65Géza Dávid, “Egri,” TDVIA, vol. 10 (Istanbul: TDV Yayınları, 1994): 489-491; V. J. Parry, “Egri,” The
Encyclopaedia of Islam, New Edition, vol. 2 (Leiden, The Netherlands: Brill, 1991): 689-691; M. Tayyib
Gökbilgin, “Egri,” Islam Ansiklopedisi, vol. 4 (Istanbul: Milli Egitim Bakanlıgı, 1997): 196-198; Mehmet
Ipsirli, “Beylerbeyi,” TDVIA, vol. 6 (Istanbul: TDV Yayınları, 1992): 69-74.
16
year-period (1596-1603), while the second was a six year-period (1604-1610).66 In
spite of the shortness of these time periods, the Empire, perhaps, went through
one of its challenging times and agonizing transformation processes. According to
Akdag, a major feature of Interregnum of the Jel¯al¯ı was that impoverished villagers
were led into the process of sekb¯anization by fierce pillaging of the rural areas.67
As a consequence of this illegally uninterrupted military infringement, the Sekb¯ans
displaced a slew of people, leading to large masses of people to emigrate from rural
to urban areas and thus to the destruction of the rural economy.

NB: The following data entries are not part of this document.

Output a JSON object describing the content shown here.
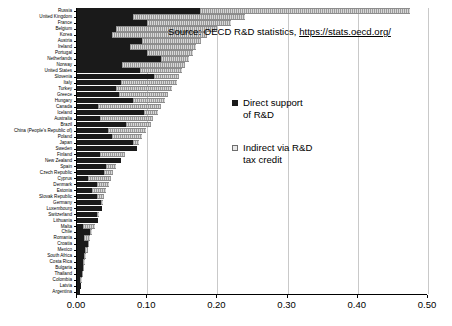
{
  "chart_data": {
    "type": "bar",
    "orientation": "horizontal",
    "stacked": true,
    "title": "",
    "xlabel": "",
    "ylabel": "",
    "xlim": [
      0.0,
      0.5
    ],
    "xticks": [
      "0.00",
      "0.10",
      "0.20",
      "0.30",
      "0.40",
      "0.50"
    ],
    "xtick_values": [
      0.0,
      0.1,
      0.2,
      0.3,
      0.4,
      0.5
    ],
    "grid": true,
    "grid_axis": "x",
    "legend_position": "center",
    "series": [
      {
        "name": "Direct support of R&D",
        "color": "#1a1a1a",
        "values": [
          0.004,
          0.006,
          0.004,
          0.007,
          0.008,
          0.009,
          0.01,
          0.012,
          0.016,
          0.01,
          0.019,
          0.008,
          0.03,
          0.029,
          0.035,
          0.034,
          0.029,
          0.022,
          0.028,
          0.016,
          0.038,
          0.041,
          0.062,
          0.033,
          0.085,
          0.08,
          0.05,
          0.044,
          0.07,
          0.033,
          0.095,
          0.03,
          0.08,
          0.06,
          0.055,
          0.062,
          0.11,
          0.09,
          0.064,
          0.12,
          0.1,
          0.075,
          0.092,
          0.05,
          0.055,
          0.1,
          0.08,
          0.175
        ]
      },
      {
        "name": "Indirect via R&D tax credit",
        "color": "#c0c0c0",
        "values": [
          0.0,
          0.0,
          0.003,
          0.002,
          0.002,
          0.002,
          0.003,
          0.003,
          0.001,
          0.009,
          0.003,
          0.017,
          0.0,
          0.003,
          0.0,
          0.003,
          0.01,
          0.02,
          0.017,
          0.032,
          0.014,
          0.014,
          0.0,
          0.035,
          0.0,
          0.008,
          0.043,
          0.055,
          0.035,
          0.075,
          0.02,
          0.09,
          0.045,
          0.07,
          0.08,
          0.08,
          0.035,
          0.06,
          0.09,
          0.04,
          0.065,
          0.095,
          0.085,
          0.135,
          0.145,
          0.12,
          0.16,
          0.3
        ]
      }
    ],
    "categories": [
      "Argentina",
      "Latvia",
      "Colombia",
      "Thailand",
      "Bulgaria",
      "Costa Rica",
      "South Africa",
      "Mexico",
      "Croatia",
      "Romania",
      "Chile",
      "Malta",
      "Lithuania",
      "Switzerland",
      "Luxembourg",
      "Germany",
      "Slovak Republic",
      "Estonia",
      "Denmark",
      "Cyprus",
      "Czech Republic",
      "Spain",
      "New Zealand",
      "Finland",
      "Sweden",
      "Japan",
      "Poland",
      "China (People's Republic of)",
      "Brazil",
      "Australia",
      "Iceland",
      "Canada",
      "Hungary",
      "Greece",
      "Turkey",
      "Italy",
      "Slovenia",
      "United States",
      "Norway",
      "Netherlands",
      "Portugal",
      "Ireland",
      "Austria",
      "Korea",
      "Belgium",
      "France",
      "United Kingdom",
      "Russia"
    ]
  },
  "source_note": {
    "prefix": "Source: OECD R&D statistics, ",
    "url": "https://stats.oecd.org/"
  },
  "legend": {
    "entries": [
      {
        "label": "Direct support\nof R&D"
      },
      {
        "label": "Indirect via R&D\ntax credit"
      }
    ]
  }
}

Their contraventional
acts were not restricted only to such acts; the villages and even the biggest
residential areas, such as towns and cities, sternly suffered from the Sekb¯ans’ attack.
According to Akdag, this phase started in the year 1603, which referred to the
Ottoman government’s imperial compromise with DeliH.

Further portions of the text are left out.